Be an AI hero, but just for a day
Like all new shiny new things, generative AI offers mere mortals a brief chance to impress friends, colleagues, line managers and customers, with Da Vinci levels of creativity and intelligence.
Bask in the limelight while it lasts because very soon, everyone will be able to do exactly the same thing. It’s both the strength and weakness of generative AI.
One can’t help but feel impressed with the demonstration on LinkedIn of how Microsoft 365 CoPilot can create action points from Teams meetings and organise busy Outlook InBoxes. All of this is powered by OpenAI’s ChatGPT, which is being tasked to draw insights based on trawling internal enterprise data.
While there has been plenty of talk about Google’s Bard and the “Celebrity Deathmatch” that is forming between Google Microsoft/OpenAI, Adobe has also entered the market with its own take on generative AI. Its approach, through Adobe Firefly, is to make it easier for people to create meaningful images, which are able to convey an idea or concept. It draws on the Adobe Stock Library along with copyright-free images.
David Truog, a principal analyst at Forrester, believes Firefly will empower organisations to create and communicate better. In a blog describing the product, he wrote: “Firefly lights a path forward for helping generative AI models not get stale by infusing them with fresh material rooted in the inspired intelligence of human creators, thanks to incentives for them to contribute to model training.”
Truog’s observation is among the key themes coming out of the industry’s efforts with generative AI. Microsoft called its product, CoPilot, rather than “autopilot” for a reason. Its CEO, Satya Nadella, emphasises the fact that CoPilot augments and works alongside humans.
Former Microsoft CEO, Bill Gates goes further. He believes the rise of AI will free people up to do things that software never will – teaching, caring for patients, and supporting the elderly.
As this technology evolves, society will need to recalibrate the role people play alongside machines. Do we see ourselves as the Luddites, who, at the start of the 19th century, tried to stop the progress of knitting machines? Surely, over the last 200 years, society has learned to live and adapt to technologically-driven changes to working practices?
By focusing on augmenting humans, the tech firms are deferring the decision over the extent of AI’s role in the workplace, to business leaders and workers. At this moment in time, with the technology at a nascent stage of development, it’s probably the right decision. But at some point, we will all face some hard truths, and, in the meantime, we can’t all be Leonardo Da Vinics.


### Try it
Scan the records for "mark". Show the matching lines.

──────────

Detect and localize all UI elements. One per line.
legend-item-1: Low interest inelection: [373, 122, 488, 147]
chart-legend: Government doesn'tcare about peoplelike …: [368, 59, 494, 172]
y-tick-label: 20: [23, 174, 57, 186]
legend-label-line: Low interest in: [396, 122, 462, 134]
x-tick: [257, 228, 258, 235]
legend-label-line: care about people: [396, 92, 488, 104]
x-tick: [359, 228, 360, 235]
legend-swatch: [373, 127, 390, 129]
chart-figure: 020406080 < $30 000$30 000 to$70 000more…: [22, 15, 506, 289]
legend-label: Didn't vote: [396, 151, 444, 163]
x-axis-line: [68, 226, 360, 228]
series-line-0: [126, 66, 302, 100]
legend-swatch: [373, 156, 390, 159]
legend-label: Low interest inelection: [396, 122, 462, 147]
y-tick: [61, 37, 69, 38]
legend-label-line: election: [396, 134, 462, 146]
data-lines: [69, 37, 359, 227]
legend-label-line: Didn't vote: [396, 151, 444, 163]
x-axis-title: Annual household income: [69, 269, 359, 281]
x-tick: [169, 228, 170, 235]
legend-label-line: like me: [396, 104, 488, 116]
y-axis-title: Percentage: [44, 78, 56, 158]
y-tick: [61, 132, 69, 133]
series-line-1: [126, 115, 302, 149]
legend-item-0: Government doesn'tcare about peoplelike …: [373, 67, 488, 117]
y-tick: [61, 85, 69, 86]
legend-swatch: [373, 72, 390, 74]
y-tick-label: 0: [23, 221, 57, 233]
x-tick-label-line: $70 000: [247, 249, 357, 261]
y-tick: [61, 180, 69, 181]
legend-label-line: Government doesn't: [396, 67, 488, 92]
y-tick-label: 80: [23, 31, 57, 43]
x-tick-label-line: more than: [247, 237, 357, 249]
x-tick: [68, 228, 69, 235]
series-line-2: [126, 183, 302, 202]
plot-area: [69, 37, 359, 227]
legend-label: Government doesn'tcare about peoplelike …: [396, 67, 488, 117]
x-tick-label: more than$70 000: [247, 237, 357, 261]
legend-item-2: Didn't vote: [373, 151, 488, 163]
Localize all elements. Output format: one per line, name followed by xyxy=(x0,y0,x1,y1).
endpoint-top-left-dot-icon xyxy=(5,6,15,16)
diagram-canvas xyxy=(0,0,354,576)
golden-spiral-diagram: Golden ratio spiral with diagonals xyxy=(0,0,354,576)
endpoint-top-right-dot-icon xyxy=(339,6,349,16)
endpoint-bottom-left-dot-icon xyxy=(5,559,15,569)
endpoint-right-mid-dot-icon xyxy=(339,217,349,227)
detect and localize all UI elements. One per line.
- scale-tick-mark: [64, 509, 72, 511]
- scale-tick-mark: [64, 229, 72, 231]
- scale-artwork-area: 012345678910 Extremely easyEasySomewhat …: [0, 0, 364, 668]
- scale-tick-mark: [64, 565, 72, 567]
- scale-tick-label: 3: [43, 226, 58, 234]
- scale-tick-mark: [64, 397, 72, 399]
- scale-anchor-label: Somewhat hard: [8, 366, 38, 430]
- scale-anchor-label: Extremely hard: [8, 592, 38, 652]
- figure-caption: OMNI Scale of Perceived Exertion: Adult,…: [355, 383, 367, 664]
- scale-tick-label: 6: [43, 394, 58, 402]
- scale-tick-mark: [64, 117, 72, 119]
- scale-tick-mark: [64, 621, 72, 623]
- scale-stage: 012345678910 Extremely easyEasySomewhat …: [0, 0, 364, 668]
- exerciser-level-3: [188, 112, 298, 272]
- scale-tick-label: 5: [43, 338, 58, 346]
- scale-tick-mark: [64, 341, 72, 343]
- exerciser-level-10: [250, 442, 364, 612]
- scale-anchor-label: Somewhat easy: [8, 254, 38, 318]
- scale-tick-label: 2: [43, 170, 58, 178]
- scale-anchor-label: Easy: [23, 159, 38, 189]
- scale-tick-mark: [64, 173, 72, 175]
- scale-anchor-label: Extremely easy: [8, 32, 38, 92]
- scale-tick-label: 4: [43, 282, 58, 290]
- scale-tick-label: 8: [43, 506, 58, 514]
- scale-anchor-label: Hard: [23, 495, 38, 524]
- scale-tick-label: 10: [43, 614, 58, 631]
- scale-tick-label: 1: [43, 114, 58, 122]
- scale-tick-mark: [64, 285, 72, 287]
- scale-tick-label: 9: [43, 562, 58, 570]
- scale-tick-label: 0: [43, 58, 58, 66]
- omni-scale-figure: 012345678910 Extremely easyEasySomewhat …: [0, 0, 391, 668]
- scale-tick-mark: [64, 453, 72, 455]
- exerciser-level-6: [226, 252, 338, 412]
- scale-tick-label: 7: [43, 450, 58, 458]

──────────

### Response box
- scale-tick-mark: [64, 509, 72, 511]
- scale-tick-mark: [64, 229, 72, 231]
- scale-tick-mark: [64, 565, 72, 567]
- scale-tick-mark: [64, 397, 72, 399]
- scale-tick-mark: [64, 117, 72, 119]
- scale-tick-mark: [64, 621, 72, 623]
- scale-tick-mark: [64, 341, 72, 343]
- scale-tick-mark: [64, 173, 72, 175]
- scale-tick-mark: [64, 285, 72, 287]
- scale-tick-mark: [64, 453, 72, 455]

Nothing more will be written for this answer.